Note this story (excerpt):
For G.M., the nation's largest private purchaser of health services and of drugs from Viagra to Lipitor, the projected cost of providing health care benefits to current and future retirees .... is a staggering $63 billion.
While soaring medical costs are an issue for all employers in the United States, for older domestic manufacturers the nation's health care system is a competitive double whammy. That is particularly true for G.M., the world's largest - but far from the most profitable - automaker.
G.M. covers the health care costs of 1.1 million Americans, or close to half a percent of the total population, though fewer than 200,000 are active workers while the rest are retirees, children or spouses. Not only are such costs escalating rapidly, but G.M.'s rivals, based in Japan and Germany, have virtually no retirees from their newer operations in the United States and, at home, the expenses are largely assumed by taxpayers through nationalized health care systems"
You get the drift? The NYT is trying to drum up support for nationalized medicine by getting you to feel sorry for GM! The audacity of it all is rather breathtaking. Where to start? I suppose the first thing I should mention is the elephant in the bedroom: The Japanese manufacturers in Japan have a similar problem! They too have a lifetime obligation to their employees. So if they can hack it without government support, why can't GM?
The next point is the irony of anyone on the Left pretending to feel sorry for GM. Maybe I missed something, but isn't GM the great capitalist ogre that all good comrades want to see dead? Or do they really believe that what is good for GM is good for the USA? There would have to be a zillion Leftists who have furiously denied it!
The third point is that businesses who make bad decisions have to take the consequences of that. If every bad decision made by business got a bailout from the taxpayer, the nation would be broke in a week. GM clearly made unwise healthcare deals with its unions so it is just going to have to pay for those decisions.
And even if GM went broke over it (which nobody is suggesting), there would still be enough assets to pay for the healthcare obligations it contracted for.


*Problem*
Restate all the entries exactly as they appear, apart from the pictures.

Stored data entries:
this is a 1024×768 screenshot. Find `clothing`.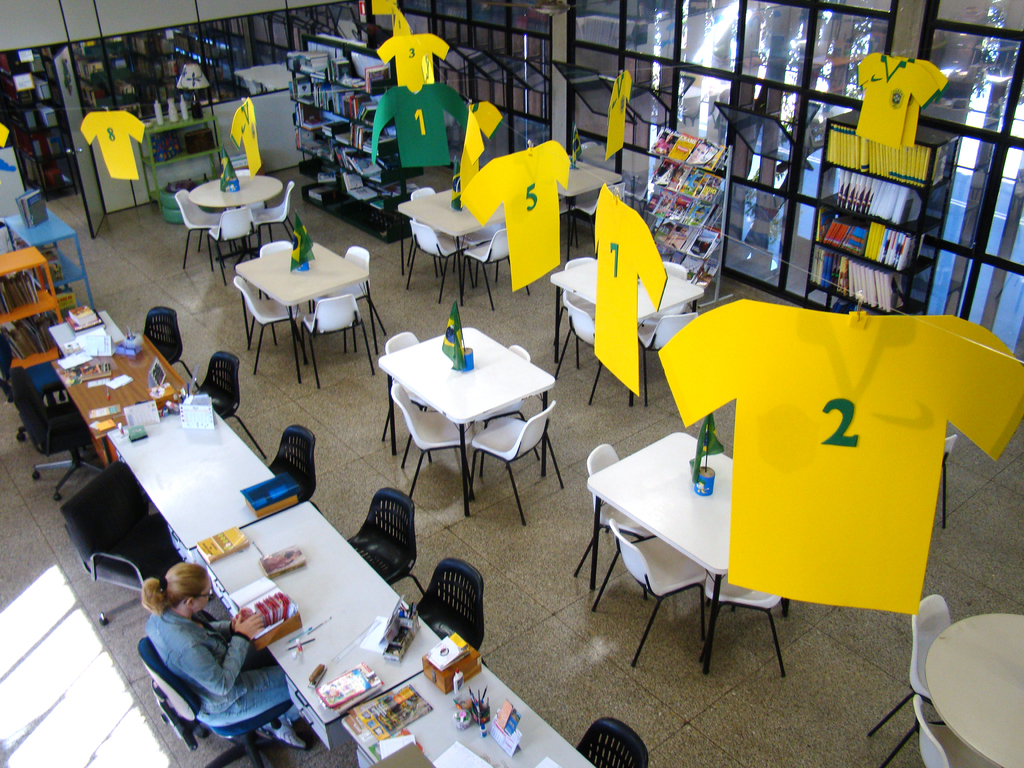
Bounding box: x1=602, y1=71, x2=632, y2=156.
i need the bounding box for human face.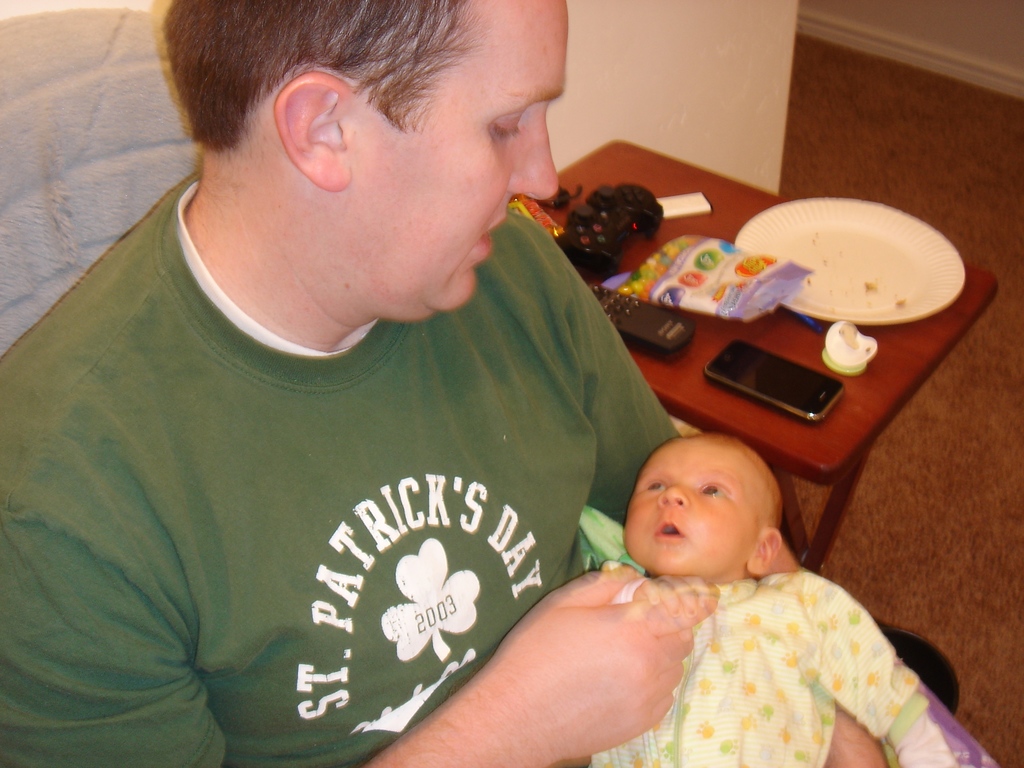
Here it is: (358,0,555,322).
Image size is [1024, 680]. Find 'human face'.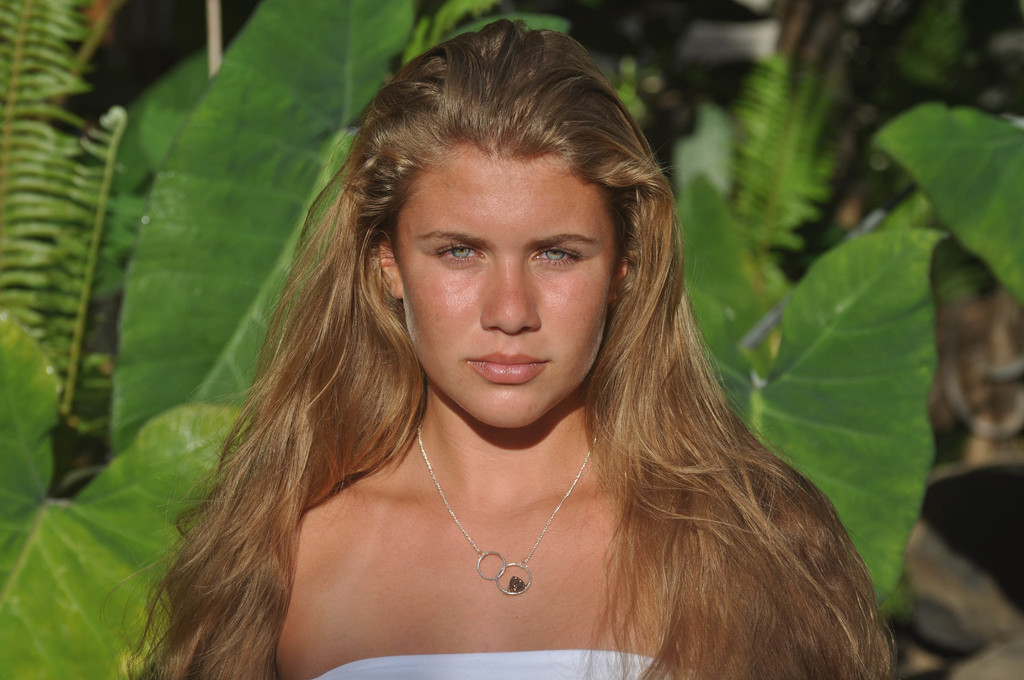
BBox(406, 151, 615, 425).
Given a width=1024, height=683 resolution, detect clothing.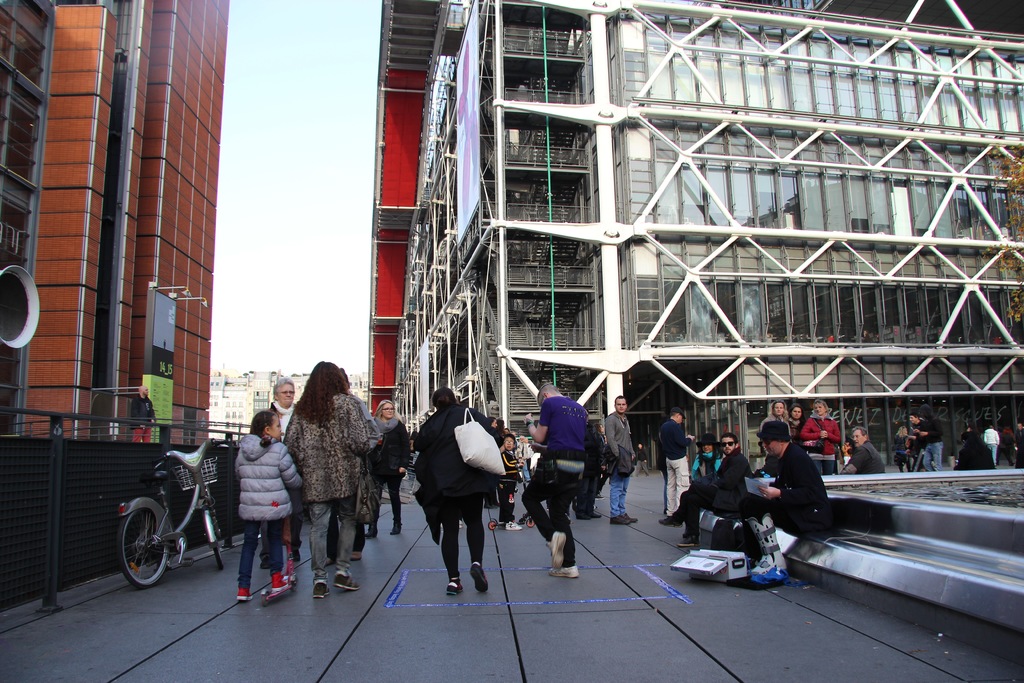
pyautogui.locateOnScreen(404, 386, 508, 584).
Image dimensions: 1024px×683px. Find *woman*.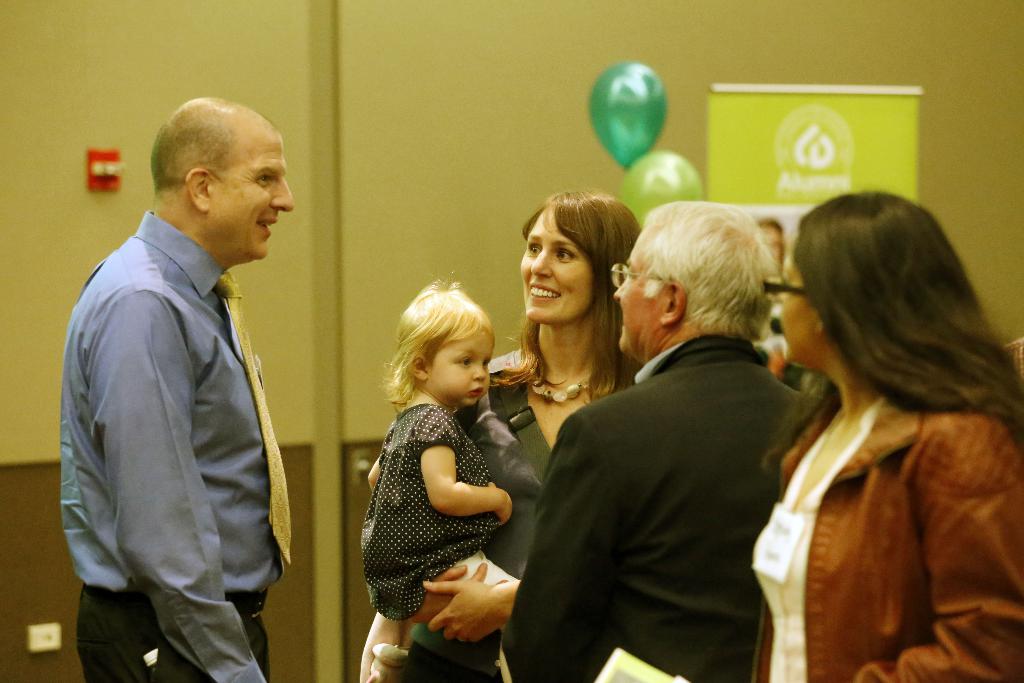
x1=748 y1=172 x2=1017 y2=673.
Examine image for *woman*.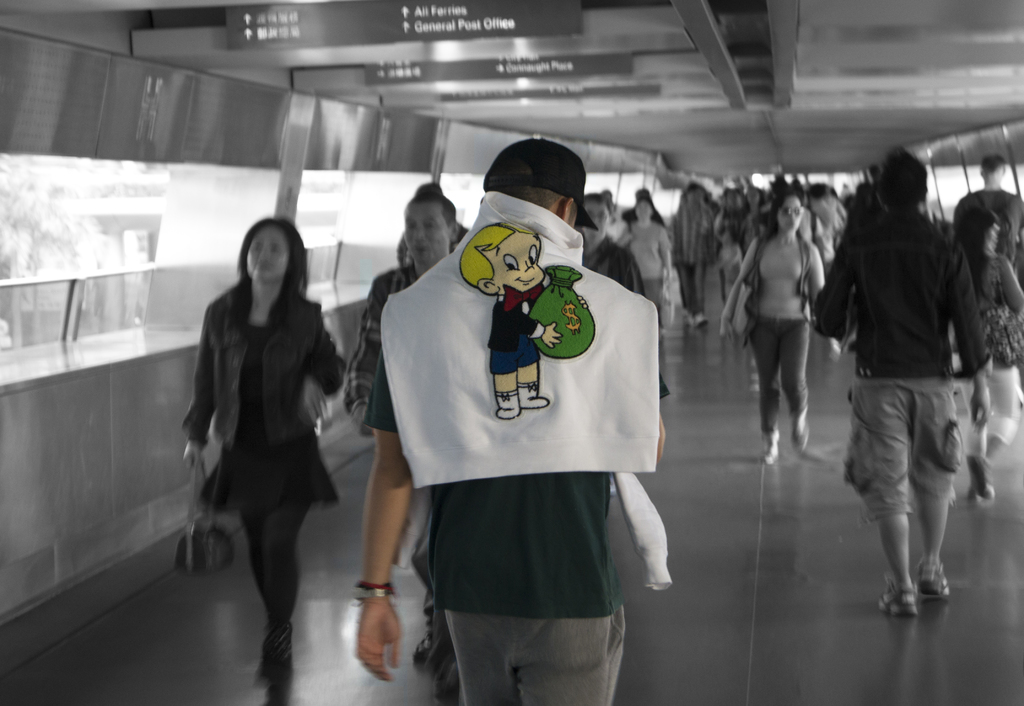
Examination result: [716, 194, 828, 467].
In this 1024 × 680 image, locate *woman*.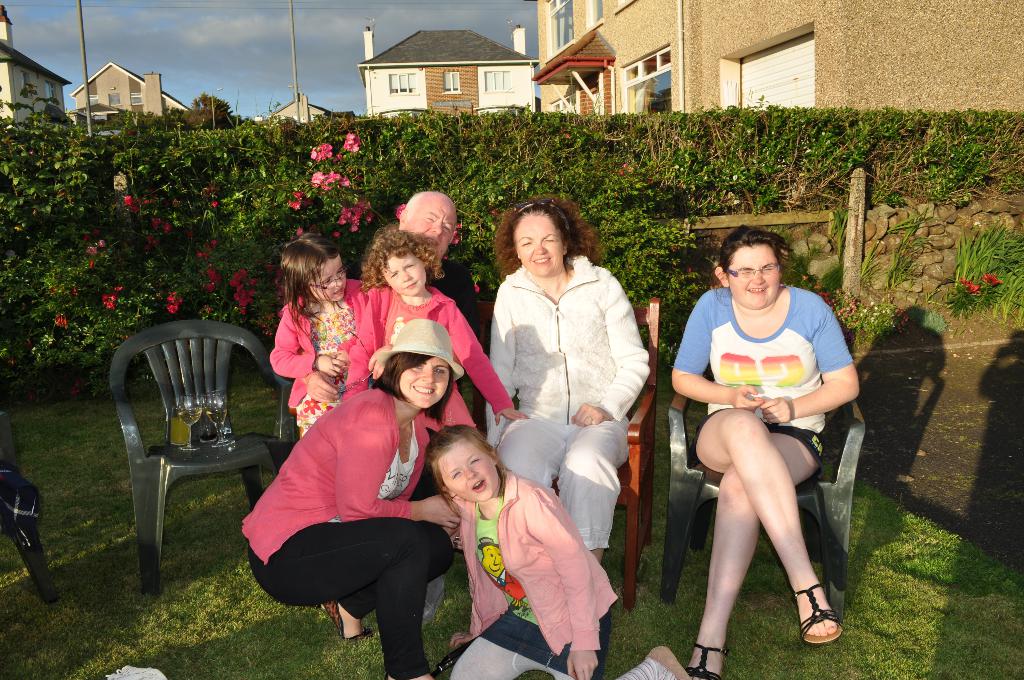
Bounding box: box(687, 236, 853, 665).
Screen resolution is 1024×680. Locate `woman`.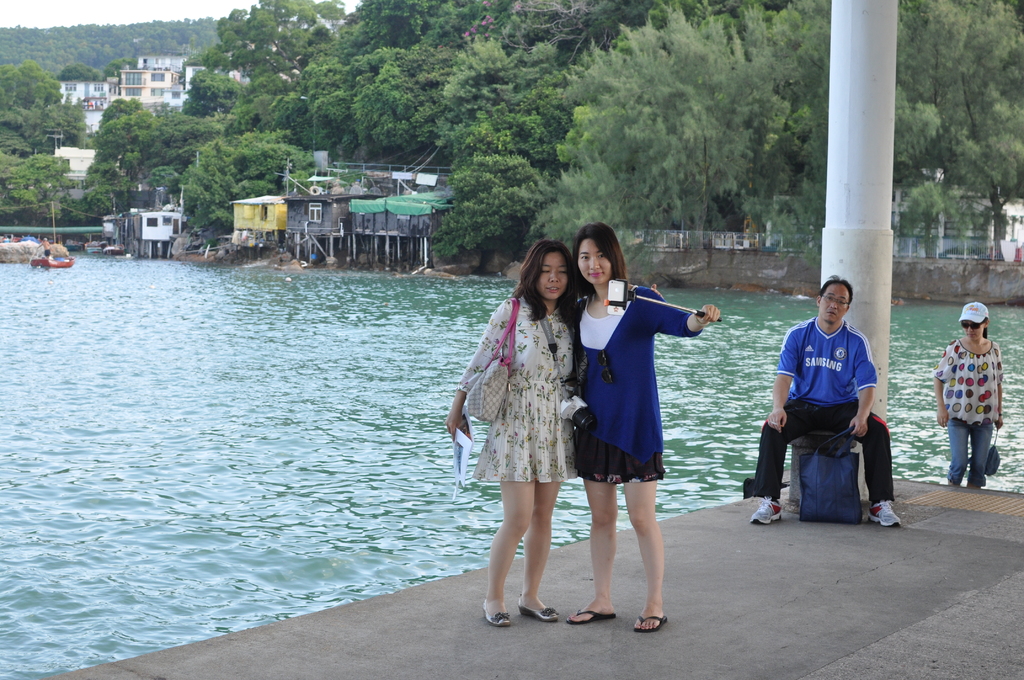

*Task response*
this is a 1024×768 screenshot. Find `clothing`.
Bounding box: x1=602, y1=71, x2=632, y2=156.
i need the bounding box for human face.
Here it is: (358,0,555,322).
Image size is [1024, 680]. Find 'human face'.
BBox(406, 151, 615, 425).
Given a width=1024, height=683 resolution, detect clothing.
pyautogui.locateOnScreen(404, 386, 508, 584).
Image dimensions: 1024px×683px. Find *woman*.
x1=748 y1=172 x2=1017 y2=673.
Examine image for *woman*.
Examination result: [716, 194, 828, 467].
In this 1024 × 680 image, locate *woman*.
Bounding box: box(687, 236, 853, 665).
Screen resolution is 1024×680. Locate `woman`.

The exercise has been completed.